I have learned to seek my happiness by limiting my desires, rather than attempting to satisfy them. —John Stuart Mill
I believe this to be true for all pursuits—creative, romantic, and otherwise. We think we want XYZ (publication in the The New Yorker [an old-school goal by this time], or we want to be left alone or find love, to reach some career goal or salary, to afford a vacation) and, in reality, our perfect reality is what we have right now.
There’s something here that is nourishing us. And until we learn to recognize that, we won’t enjoy the publication/relationship/trip to Cancun.
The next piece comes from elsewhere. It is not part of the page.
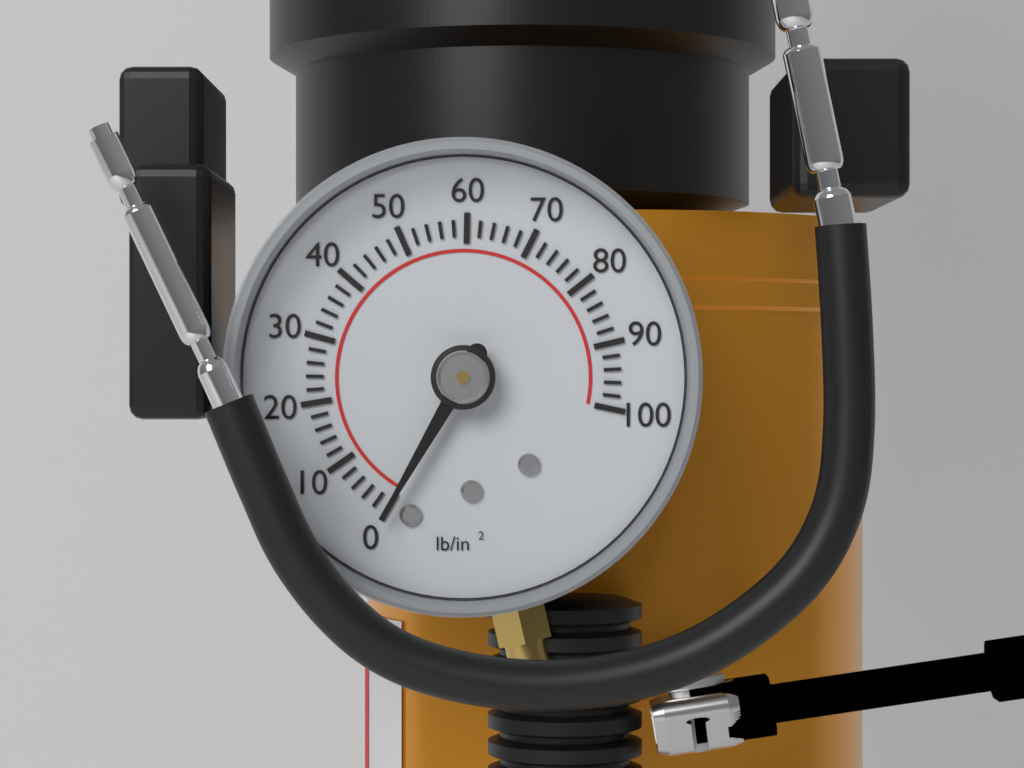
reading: 0 psi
I’ll keep today’s post short, but I wanted to offer a prompt around this idea of grounding and feeding what is.
So, again, have you ever found unexpected joy that was right in front of you the whole time?
Alternately, or to deepen this same prompt…
Where have you strived and scrambled to achieve, only to find disappointment with a seemingly positive result?
*The essay mentioned above is “Steady” at Winning Writers (grateful for the Honorable Mention in the Tom Howard Prize today). It’s an examination of a not-so-great relationship that I thought I wanted and the unexpected strength that had been there the whole time.
I’ll post a short practice on stillness and steadiness (without the email notice) soon.
Wow, Jen. That essay. So glad you were able to be steady. And I've learned -- am still learning -- that happiness is fleeting ... an emotion, fickle and unreliable. Contentment is the thing. Rock on, you.
Earlier this year, I was scrambling to find a job with better pay so I could support my family. When I asked my employer at my part-time job for a recommendation, she instead offered me a promotion and made me salary.